I do know, with fairly steady certainty, that Winter Break 2021 has commenced. We had a lively work session, as a teaching team, yesterday followed by a really tasty Mexican lunch. And then I went home and Sarah and I went to Winterhaven which is basically “Christmas Lights Town” and I was legit cold, y’all, because it got down well past SIXTY.

Someday, I hope to visit to American Midwest again.
I highly doubt I will ever be living in the American Midwest again.
Tucson’s weather has spoiled me. I thought I would hate the “warm,”
and I was wrong. I do not hate the warm. I mean, I don’t like sweating but that’s why God invented air conditioning, and I do very much like being able to drink tea in my yard in December with only a robe to keep me comfortably warm. I lived in Illinois and Wisconsin for the first 38 years of my life. I know that there was no point, in December, in either state when I could have comfortably sipped tea outside in a robe past 5 in the p.m.. I didn’t choose the Robe Life, the Robe Life chose me, and therefore I highly doubt I could ever live in a truly cold ass climate ever again.
But who knows. As we’ve already established, I sure don’t.

I was cold.
The snow is soap.

In the last quarter of the first semester that just ended, my middle schoolers and I wrote Elegies. An elegy is a type of poem lamenting the dead, or honoring the dead, or acknowledging our grief and pain. We wrote elegies about goldfish, about grandparents, parents, friends, and about famous Jazz musicians we didn’t personally know, but had learned a lot about during our unit on Jazz (which was awesome for me, too, because until we did this Jazz Unit I did not know enough about Jazz). We read Frank O’Hara’s “The Day Lady Died” and then we wrote our own elegies. And at the end of the unit we made them look pretty, and we displayed them, and on Thursday night, at the Rialto, which is a great old theater here in Tucson, some of my young students performed their elegies to a crowd of about 100 people.
Elegies. Because 1) I like poetry and 2) I have been teaching ELA for 200 years and 3) because I have been a practicing, full-time, consummate professional drama queen since the day I was born. I am a credible source, damnit.

Sidenote: if I ever have business cards made they will say “Allison Gruber: I am credible source, damnit.

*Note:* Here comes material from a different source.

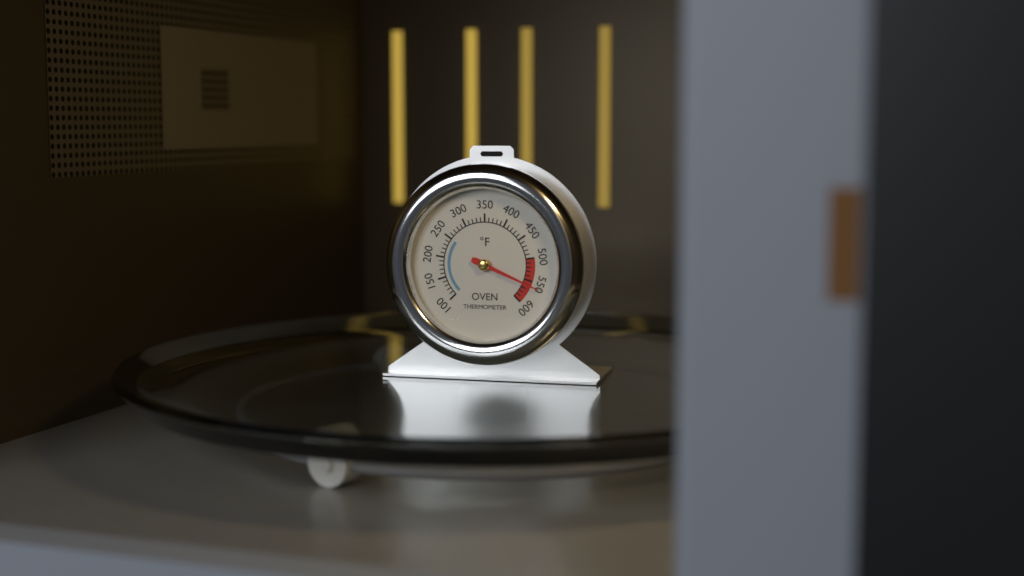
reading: 560 °F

So we wrote elegies. And I was so damn proud of the kids I could have actually died and everything. This year — in teaching, in America, in my medically complicated life — has been so, so difficult. The hardest of hard years, and then I saw these sweet ones get up on stage and read elegies to the dark, demonstrating what must be of cardinal importance in any curricular endeavor concerning kids: “I am proud of this.”

They were proud of their work, and they deserved to be proud. From a rhetorical, a literary, a “standards based” perspective, the Elegy Project was about genre or history or form or poetic constraints, but really, they were about something much, much more important: acknowledging and honoring our pain, and taking some pride in our own survival.

Death is common. Anyone can (and will) do it. Elegies, from my “credible” perspective are about the writer and what the writer is willing to admit to themself about their pain. Or the elegy is about that magical way we connect as human souls — I mean, we sometimes feel sad about the loss of people who never bought us a coffee, drove us to school, made us a meal — we are sometimes sad about people we have never met. Sometimes, we are sad about souls that never were people in our lives but were dogs or cats or goldfish. We connect, we attach, it’s the best and worst part about being human. All this to say, every kid elegy was — in my highly credible opinion — very good. When we make something, out of words, wood, clay, sound, et al, that’s of God. At least that’s a new conviction of mine. And even though there is matter involved in most all making, its not the matter that counts because when we make art molecules are the means but not the true medium,
We’ve all been through it this year, so we wrote elegies.
Death — whether literal or figurative — is common, and for every death there is an antidote, a vengeance, and it is art.